Paper detail

Deep Samplable Observation Model for Global Localization and Kidnapping

Global localization and kidnapping are two challenging problems in robot localization. The popular method, Monte Carlo Localization (MCL) addresses the problem by iteratively updating a set of particles with a "sampling-weighting" loop. Sampling is decisive to the performance of MCL [1]. However, traditional MCL can only sample from a uniform distribution over the state space. Although variants of MCL propose different sampling models, they fail to provide an accurate distribution or generalize across scenes. To better deal with these problems, we present a distribution proposal model, named Deep Samplable Observation Model (DSOM). DSOM takes a map and a 2D laser scan as inputs and outputs a conditional multimodal probability distribution of the pose, making the samples more focusing on the regions with higher likelihood. With such samples, the convergence is expected to be more effective and efficient. Considering that the learning-based sampling model may fail to capture the true pose sometimes, we furthermore propose the Adaptive Mixture MCL (AdaM MCL), which deploys a trusty mechanism to adaptively select updating mode for each particle to tolerate this situation. Equipped with DSOM, AdaM MCL can achieve more accurate estimation, faster convergence and better scalability compared to previous methods in both synthetic and real scenes. Even in real environments with long-term changing, AdaM MCL is able to localize the robot using DSOM trained only by simulation observations from a SLAM map or a blueprint map.

preprint2021arXivOpen access
0citations
0reviews
0saves
Nocode
Nodataset
0institutions

Next steps

Decide what to do with this paper

Use like or dislike for the fast social read. The more specific scholarly feedback stays available below when needed.

Log in to curate

Reading frame

Keep the important context close to the paper

Keep the important signals around this paper in one place: votes, save state, collection context, reviews and the metadata you need before deciding what to do next.

Institutions

Add specific reaction

Move through the context

Research map

Open full explorer

Move through nearby people, institutions, topics and adjacent work without leaving the paper page.

Building this graph slice

BZPEER is loading the nearby papers, people, topics and institutions for this page.

Structured reviews

0 review(s)

ContributeLeave structured feedbackUse the review template when you have a concrete strength, concern or method question.Open review form

No structured reviews yet. High-signal critique starts here.

Work discussion

0 comment(s)

DiscussAdd a high-signal commentKeep quick notes, caveats and replication pointers separate from formal reviews.Open comment form

No discussion yet. The first strong comment sets the tone.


WHAT NEEDS TO BE DONE: Give the data below again exactly as it stands. Omit the pictures.

AVAILABLE RECORDS:

== Segment start ==

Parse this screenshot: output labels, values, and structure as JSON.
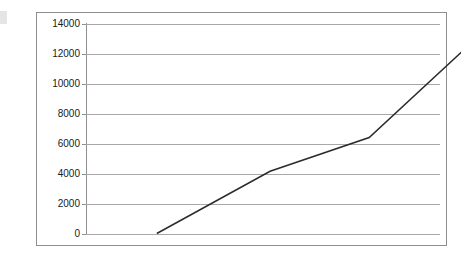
{
  "chart_data": {
    "type": "line",
    "title": "",
    "subtitle": "",
    "xlabel": "",
    "ylabel": "",
    "grid": true,
    "legend": false,
    "legend_position": "none",
    "xlim": [
      0,
      5
    ],
    "ylim": [
      0,
      14000
    ],
    "y_ticks": [
      0,
      2000,
      4000,
      6000,
      8000,
      10000,
      12000,
      14000
    ],
    "y_tick_labels": [
      "0",
      "2000",
      "4000",
      "6000",
      "8000",
      "10000",
      "12000",
      "14000"
    ],
    "x_ticks": [],
    "x_tick_labels": [],
    "series": [
      {
        "name": "",
        "color": "#2b2b2b",
        "line_width": 1.5,
        "markers": false,
        "x": [
          1.0,
          2.6,
          4.0,
          5.35
        ],
        "values": [
          0,
          4150,
          6400,
          12300
        ]
      }
    ]
  },
  "axis": {
    "y_labels": [
      "14000",
      "12000",
      "10000",
      "8000",
      "6000",
      "4000",
      "2000",
      "0"
    ]
  }
}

== Segment end ==

ANSWER BOX:
Parse this screenshot: output labels, values, and structure as JSON.
{
  "chart_data": {
    "type": "line",
    "title": "",
    "subtitle": "",
    "xlabel": "",
    "ylabel": "",
    "grid": true,
    "legend": false,
    "legend_position": "none",
    "xlim": [
      0,
      5
    ],
    "ylim": [
      0,
      14000
    ],
    "y_ticks": [
      0,
      2000,
      4000,
      6000,
      8000,
      10000,
      12000,
      14000
    ],
    "y_tick_labels": [
      "0",
      "2000",
      "4000",
      "6000",
      "8000",
      "10000",
      "12000",
      "14000"
    ],
    "x_ticks": [],
    "x_tick_labels": [],
    "series": [
      {
        "name": "",
        "color": "#2b2b2b",
        "line_width": 1.5,
        "markers": false,
        "x": [
          1.0,
          2.6,
          4.0,
          5.35
        ],
        "values": [
          0,
          4150,
          6400,
          12300
        ]
      }
    ]
  },
  "axis": {
    "y_labels": [
      "14000",
      "12000",
      "10000",
      "8000",
      "6000",
      "4000",
      "2000",
      "0"
    ]
  }
}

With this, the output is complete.